ABC7 I-Team Investigation
CHICAGO -- There's a chilling new offensive by ISIS terrorists: propaganda in an ISIS publication is urging jihadist sympathizers to stage knife attacks in public places.
In the ISIS directive called "just terror tactics," radical Islamists are urged to select victims who are walking down quiet roads, enjoying time in a public park or moving through an alley close to a night club and then stab or slash them.
These random attacks, aimed at terrorizing so-called "infidels," are put forth in the Islamic State's new multi-language propaganda magazine "Rumiyah."
A gruesome cover story in the new ISIS magazine, outlines terrorism's latest front: anywhere a knife can be carried. The instruction manual prescribes certain kinds of knives, lays out stabbing technique and helps squeamish would-be jihadists get past the up-close and personal nature of a knife attack versus guns or bombs which are more hands off.
In August, during a knife attack at a Virginia apartment complex, authorities said 20-year-old Wasil Farooqui shouted "Allah-u-Akbar", which translates to "God is great," and then waged the knife assault. Other successful knife and machete attacks seem to have encouraged ISIS leaders to push the stabbing initiative, including the attack on Gerald and Debbie Russellin in a Columbus, Ohio restaurant last February, when a man known to the FBI walked in.
"The minute this guy attacked me it's a miracle I'm alive today," one of the victims said.
911 CALL: Some guy pulled out a machete and started stabbing people.
OPERATOR: Okay, how many people are hurt? One seriously. We need an ambulance very badly.
The restaurant is owned by an Israeli man from Columbus. The attacker, identified as 30-year-old Mohammed Barry, went table to table, according to police, hacking at customers who defended themselves with chairs.
"I was on the ground and I just thought, you know, at any moment I am going to get a knife in my back," one witness said.
Police ended up shooting and killing the man with the machete.
Most recently, there was the ISIS operative dressed in a security uniform who last month stormed a Minneapolis mall and stabbed nine people.
More of those random attacks are encouraged in the article, with ISIS leaders noting that knives like this are easy to obtain, legal to own and effective weapons of terror.
Chicago Police sources said they are aware of the ISIS knife threat. Despite the general urging of knife attacks by ISIS leaders, FBI officials in Chicago said there are "no known threats to the Northern District of Illinois."
But the use of knives by single jihadists is gaining popularity around the world, in Brussels, London and in Normandy, France in July, when two attackers killed a catholic pastor with knives.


▶ _YOUR OBJECTIVE_: Repeat each entry below without omitting a single word.

[Source data]
- Opening Delimiter -

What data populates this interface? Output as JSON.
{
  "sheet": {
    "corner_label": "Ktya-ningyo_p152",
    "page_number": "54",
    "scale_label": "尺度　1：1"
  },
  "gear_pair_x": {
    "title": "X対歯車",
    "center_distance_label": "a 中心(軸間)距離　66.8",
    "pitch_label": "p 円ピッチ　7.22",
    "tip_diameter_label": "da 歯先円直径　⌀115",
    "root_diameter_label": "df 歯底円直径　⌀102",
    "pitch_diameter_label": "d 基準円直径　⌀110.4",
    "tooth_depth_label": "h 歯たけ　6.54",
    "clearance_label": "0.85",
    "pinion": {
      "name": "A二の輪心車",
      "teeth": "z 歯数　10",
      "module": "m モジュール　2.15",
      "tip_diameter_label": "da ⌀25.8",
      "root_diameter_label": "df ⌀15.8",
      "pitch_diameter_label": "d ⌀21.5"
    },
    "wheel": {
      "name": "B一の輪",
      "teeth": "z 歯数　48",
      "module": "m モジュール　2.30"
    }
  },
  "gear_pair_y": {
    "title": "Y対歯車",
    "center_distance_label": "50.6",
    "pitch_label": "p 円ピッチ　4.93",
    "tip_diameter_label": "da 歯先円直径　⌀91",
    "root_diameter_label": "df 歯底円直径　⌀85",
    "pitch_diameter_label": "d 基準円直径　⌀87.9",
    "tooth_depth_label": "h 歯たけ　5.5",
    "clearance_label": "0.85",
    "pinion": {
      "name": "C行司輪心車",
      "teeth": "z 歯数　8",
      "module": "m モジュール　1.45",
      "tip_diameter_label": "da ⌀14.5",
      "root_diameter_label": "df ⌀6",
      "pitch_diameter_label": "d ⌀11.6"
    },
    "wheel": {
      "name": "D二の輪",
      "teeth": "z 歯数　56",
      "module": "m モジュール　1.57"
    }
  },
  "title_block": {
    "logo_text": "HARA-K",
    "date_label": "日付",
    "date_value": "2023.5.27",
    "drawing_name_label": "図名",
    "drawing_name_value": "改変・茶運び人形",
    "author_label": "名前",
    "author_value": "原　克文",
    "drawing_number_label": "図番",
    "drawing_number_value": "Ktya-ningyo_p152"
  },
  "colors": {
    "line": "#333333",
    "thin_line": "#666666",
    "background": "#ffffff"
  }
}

- Closing Delimiter -

▶ _SOLUTION TO THE EXERCISE_:
What data populates this interface? Output as JSON.
{
  "sheet": {
    "corner_label": "Ktya-ningyo_p152",
    "page_number": "54",
    "scale_label": "尺度　1：1"
  },
  "gear_pair_x": {
    "title": "X対歯車",
    "center_distance_label": "a 中心(軸間)距離　66.8",
    "pitch_label": "p 円ピッチ　7.22",
    "tip_diameter_label": "da 歯先円直径　⌀115",
    "root_diameter_label": "df 歯底円直径　⌀102",
    "pitch_diameter_label": "d 基準円直径　⌀110.4",
    "tooth_depth_label": "h 歯たけ　6.54",
    "clearance_label": "0.85",
    "pinion": {
      "name": "A二の輪心車",
      "teeth": "z 歯数　10",
      "module": "m モジュール　2.15",
      "tip_diameter_label": "da ⌀25.8",
      "root_diameter_label": "df ⌀15.8",
      "pitch_diameter_label": "d ⌀21.5"
    },
    "wheel": {
      "name": "B一の輪",
      "teeth": "z 歯数　48",
      "module": "m モジュール　2.30"
    }
  },
  "gear_pair_y": {
    "title": "Y対歯車",
    "center_distance_label": "50.6",
    "pitch_label": "p 円ピッチ　4.93",
    "tip_diameter_label": "da 歯先円直径　⌀91",
    "root_diameter_label": "df 歯底円直径　⌀85",
    "pitch_diameter_label": "d 基準円直径　⌀87.9",
    "tooth_depth_label": "h 歯たけ　5.5",
    "clearance_label": "0.85",
    "pinion": {
      "name": "C行司輪心車",
      "teeth": "z 歯数　8",
      "module": "m モジュール　1.45",
      "tip_diameter_label": "da ⌀14.5",
      "root_diameter_label": "df ⌀6",
      "pitch_diameter_label": "d ⌀11.6"
    },
    "wheel": {
      "name": "D二の輪",
      "teeth": "z 歯数　56",
      "module": "m モジュール　1.57"
    }
  },
  "title_block": {
    "logo_text": "HARA-K",
    "date_label": "日付",
    "date_value": "2023.5.27",
    "drawing_name_label": "図名",
    "drawing_name_value": "改変・茶運び人形",
    "author_label": "名前",
    "author_value": "原　克文",
    "drawing_number_label": "図番",
    "drawing_number_value": "Ktya-ningyo_p152"
  },
  "colors": {
    "line": "#333333",
    "thin_line": "#666666",
    "background": "#ffffff"
  }
}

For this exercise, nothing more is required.